“NERVES."
(By Vernon Bartlett, Author of “Mud and Khaki.”)
If yon were to take a finely adjusted chemical balance and’ s ' were to throw it on the floor, three things might happen when you came to use it again It might—and this is very improbable—continue to weigh"accurately ; it might not work at all ; or it might give you distorted weights—tell you that a gramme of sulphur weighed an ounce or that a block of -wood could double its weight in the course of a minute.
And all over the world there are fine, strong, soldiers spending weeks or months in “ nerve ” hospitals, their minds distorted by the appalling sights and shocks of war. There are hundreds upon hundreds of these “nerve” cases, and there are hundreds upon hundreds of varieties of “ nerves.” There are men who have been paralysed for months; there are men whom the Inst to kill has seized suddenly so that they would rnnrdertheir own friends; there are strong men who weep all day; there are men who dare not be left alone; there are men who laugh inanely; there are men who tremble and shake as though they were lunatics.

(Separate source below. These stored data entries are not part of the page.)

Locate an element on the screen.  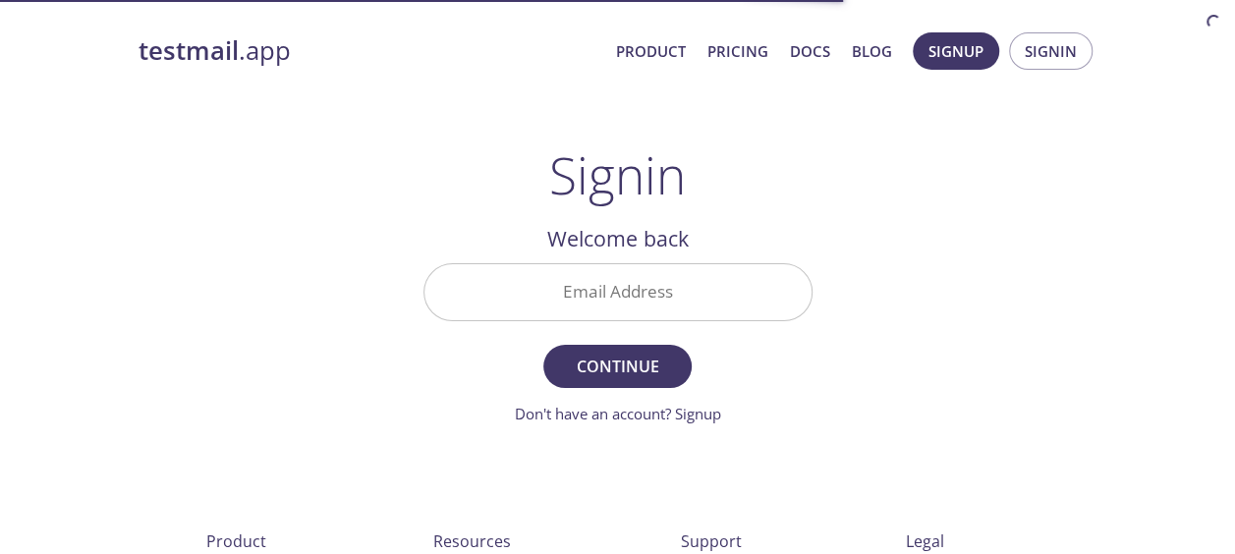
span: Signin is located at coordinates (1050, 51).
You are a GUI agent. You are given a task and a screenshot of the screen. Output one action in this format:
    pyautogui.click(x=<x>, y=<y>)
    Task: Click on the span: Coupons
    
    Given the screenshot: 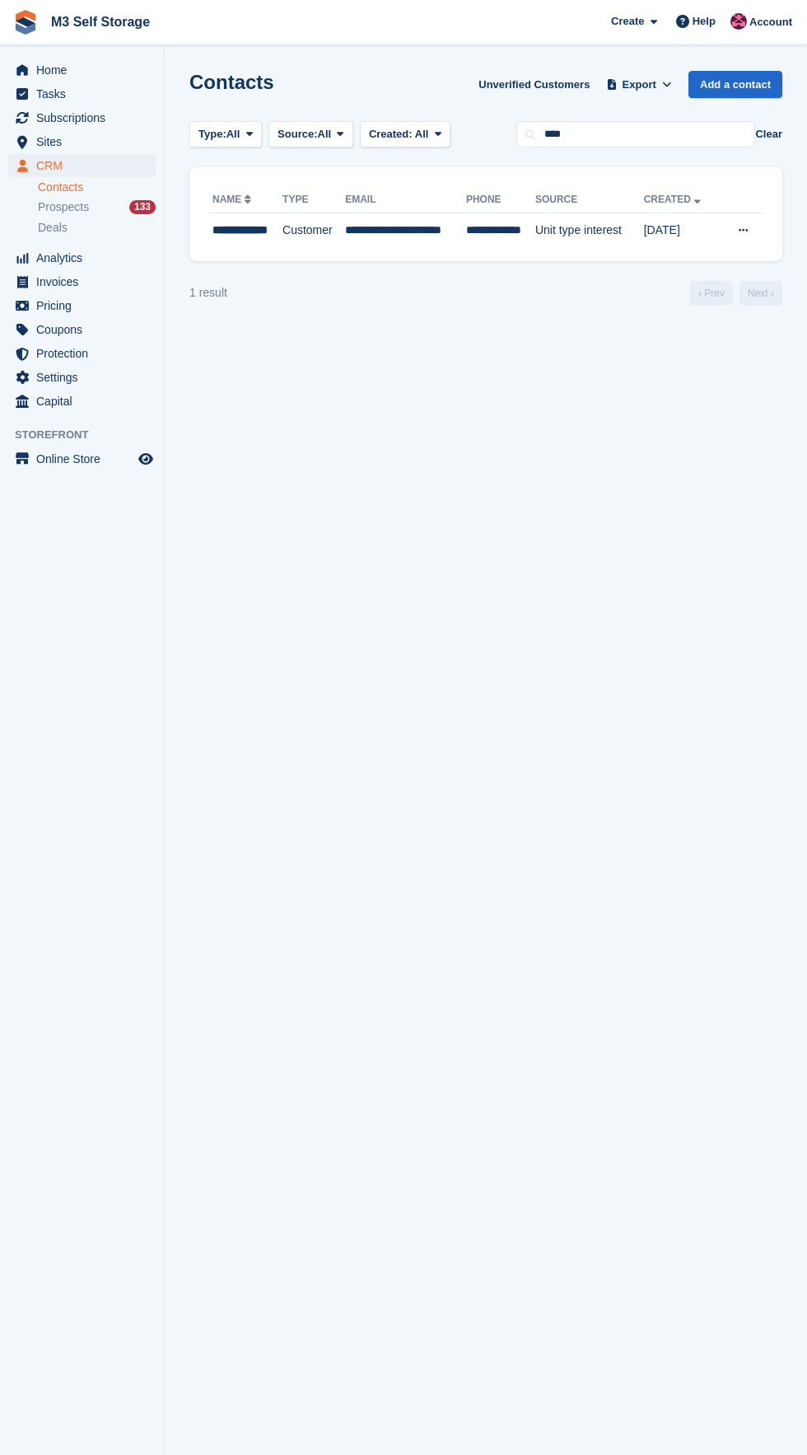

But the vast majority of men with “nerves ” are to all appearances ordinary human beings - they have but oue small distortion of the mind. I know a man who is perfectly tit . and well, hut he has a peculiarity it is impossible for him to force himself into a room where there is a closed drawer. I have seen him change in the fraction of a. second, from an or-' dinary cheerful individual into a trembling wreck, just because someone in the room had thoughtlessly closed a drawer. Be the drawer but a little bit open and he is all right ; he the draw shut and he clings, terrified, to his chair, while drops of perspiration break out on liis forehead, sensitive to sounds. Men often grow iimi’dilmtely sensitive to sounds. The most staid and stolid individual I have ever met now twitches with an insane desire to dance at the first notes of a waltz, and another man is nearly sLk with horror at the strains of a very well-known music-hall tune —his own brother was blown to bits one day when someone else in the trench wfis playing the melody on a mouth-organ. Nearly everyone home from the front will iutnp at the backfiring of a motorengine or the slamming of a door, but there are men who cannot snpport the ticking of a clock or a watch ? while other regular sounds, such as the tolling of a church bell, will turn them pale with . agony. And there are very many men for whom the sound of guns has a very wonderful fascination —the fascination of the snake for the rabbit. There are touches of “ nerves ” that sound singularly like superstitions—men who will not pass through an archway, men who are convinced that they will die if they dream the same dream a certain number of times, men who have a firm belief that au awful struggle against the black power of death is going on around them all the time. I know a man, too, who will not sleep in a room without flowers -summer or he must have flowers by him or else “ it would get him.”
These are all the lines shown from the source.